What of the foot-soldiers? The circumstances that attract young men and women to these groups are creations of the Western world that they inhabit – which is itself a result of long years of colonial rule in the countries of their forebears. We know that the Parisian brothers Chérif and Saïd Kouachi were long-haired inhalers of marijuana and other substances until (like the 7 July bombers in this country) they saw footage of the Iraq war and, in particular, of the torture taking place in Abu Ghraib and the cold-blooded killings of Iraqi citizens in Fallujah.
They sought comfort in the mosque. Here they were radicalised by waiting hardliners for whom the West’s war on terror had become a golden opportunity to recruit and hegemonise the young, both in the Muslim world and in the ghettoes of Europe and North America. Sent first to Iraq to kill Americans and more recently to Syria (with the connivance of the French state?) to topple Assad, such young men were taught how to use weapons effectively. Back home they got ready to deploy this knowledge against those who they believed were tormenting them in difficult times. They were the persecuted. Charlie Hebdo represented their persecutors. The horror should not blind us to this reality.
Charlie Hebdo had made no secret of the fact that it intended to carry on provoking believing Muslims by targeting the Prophet. Most Muslims were angry about this, but ignored the insult. The paper had reprinted the Danish daily Jyllands-Posten’s cartoons of Muhammad in 2005 – the ones that depicted him as a Pakistani immigrant. The Danish newspaper admitted that it would never publish anything similar depicting Moses or the Jews (perhaps it had already done so: it certainly published articles supporting the Third Reich), but Charlie Hebdo sees itself as having a mission to defend republican secular values against all religions. It has occasionally attacked Catholicism, but it’s hardly ever taken on Judaism (though Israel’s numerous assaults on Palestinians have offered many opportunities) and has concentrated its mockery on Islam. French secularism today seems to encompass anything as long as it’s not Islamic. Denunciations of Islam have been relentless in France, with Michel Houellebecq’s new novel, Soumission (the word Islam means ‘submission’), the latest salvo. It predicts the country being ruled by a president from a group he calls the Muslim Fraternity. Charlie Hebdo, we should not forget, ran a cover lampooning Houellebecq on the day it was attacked. Defending its right to publish, regardless of consequences, is one thing, but sacralising a satirical paper that regularly targets those who are victims of a rampant Islamophobia is almost as foolish as justifying the acts of terror against it. Each feeds on the other.
French law allows freedoms to be suspended under the threat of unrest or violence. Before now this provision has been invoked to forbid public appearances by the comedian Dieudonné (well known for making anti-Semitic jokes) and to ban pro-Palestinian demonstrations – France is the only Western country to do this. That such actions are not seen as problematic by a majority of the French people speaks volumes. It isn’t just the French: we didn’t see torchlight vigils or mass assemblies anywhere in Europe when it was revealed that the Muslim prisoners handed over to the US by many EU countries (with the plucky Poles and Labour-run Britain in the forefront) had been tortured by the CIA. There is a bit more at stake here than satire.
The smugness of secular liberals who talk of defending freedom to the death is matched by liberal Muslims who waffle endlessly about how what happened had nothing to do with Islam. There are different versions of Islam (the occupation of Iraq was used deliberately to trigger the Sunni-Shia wars that helped give birth to the Islamic State); it is meaningless to claim to speak in the name of a ‘real’ Islam. The history of Islam from its very beginnings is replete with factional struggles. Fundamentalist currents within Islam as well as external invasions were responsible for wiping out many cultural and scientific advances in the late medieval period. Such differences continue to exist.
Meanwhile, Hollande and Sarkozy have announced that they will lead a march of national unity (Cameron’s going along too). As a French friend wrote to me, ‘The idea of Charlie Hebdo provoking a “union sacrée” has to be one of the ironies of history that even the most cynical post-’68 libertarian anti-establishmentarian would have choked on in disbelief.’
Tariq Ali is the author of The Obama Syndrome[1] (Verso).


Task requirements = Please reproduce, exactly and in full, the lines running from the one that contains "Task: Click on the a: Pfade" to the end of the entries.

Dataset entries =
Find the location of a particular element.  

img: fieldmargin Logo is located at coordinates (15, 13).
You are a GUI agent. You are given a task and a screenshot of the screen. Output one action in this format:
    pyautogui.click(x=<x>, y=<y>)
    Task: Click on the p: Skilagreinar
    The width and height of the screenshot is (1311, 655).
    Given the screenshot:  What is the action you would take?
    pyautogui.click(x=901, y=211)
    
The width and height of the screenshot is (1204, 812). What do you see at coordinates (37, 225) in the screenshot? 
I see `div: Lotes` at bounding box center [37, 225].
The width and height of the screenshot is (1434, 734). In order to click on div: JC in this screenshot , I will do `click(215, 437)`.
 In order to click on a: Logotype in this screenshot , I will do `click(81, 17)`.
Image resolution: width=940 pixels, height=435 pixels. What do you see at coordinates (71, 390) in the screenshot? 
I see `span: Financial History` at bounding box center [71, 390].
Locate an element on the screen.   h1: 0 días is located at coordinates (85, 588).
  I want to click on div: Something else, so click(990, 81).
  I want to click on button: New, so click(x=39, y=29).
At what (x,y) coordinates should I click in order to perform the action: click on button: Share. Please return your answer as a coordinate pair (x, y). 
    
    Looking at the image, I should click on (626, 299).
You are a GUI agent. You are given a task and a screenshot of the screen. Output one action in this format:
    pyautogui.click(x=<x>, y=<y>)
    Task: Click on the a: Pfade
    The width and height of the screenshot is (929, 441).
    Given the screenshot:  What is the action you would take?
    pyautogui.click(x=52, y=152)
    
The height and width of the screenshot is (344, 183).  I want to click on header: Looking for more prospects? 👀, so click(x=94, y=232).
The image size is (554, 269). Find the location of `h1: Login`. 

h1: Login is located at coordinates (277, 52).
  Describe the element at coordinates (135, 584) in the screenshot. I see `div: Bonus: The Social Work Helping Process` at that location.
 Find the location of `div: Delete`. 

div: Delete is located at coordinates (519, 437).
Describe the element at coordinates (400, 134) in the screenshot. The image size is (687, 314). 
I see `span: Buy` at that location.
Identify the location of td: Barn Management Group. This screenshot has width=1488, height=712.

Your solution =
    Task: Click on the a: Pfade
    The width and height of the screenshot is (929, 441).
    Given the screenshot:  What is the action you would take?
    pyautogui.click(x=52, y=152)
    
The height and width of the screenshot is (344, 183).  I want to click on header: Looking for more prospects? 👀, so click(x=94, y=232).
The image size is (554, 269). Find the location of `h1: Login`. 

h1: Login is located at coordinates (277, 52).
  Describe the element at coordinates (135, 584) in the screenshot. I see `div: Bonus: The Social Work Helping Process` at that location.
 Find the location of `div: Delete`. 

div: Delete is located at coordinates (519, 437).
Describe the element at coordinates (400, 134) in the screenshot. The image size is (687, 314). 
I see `span: Buy` at that location.
Identify the location of td: Barn Management Group. This screenshot has width=1488, height=712.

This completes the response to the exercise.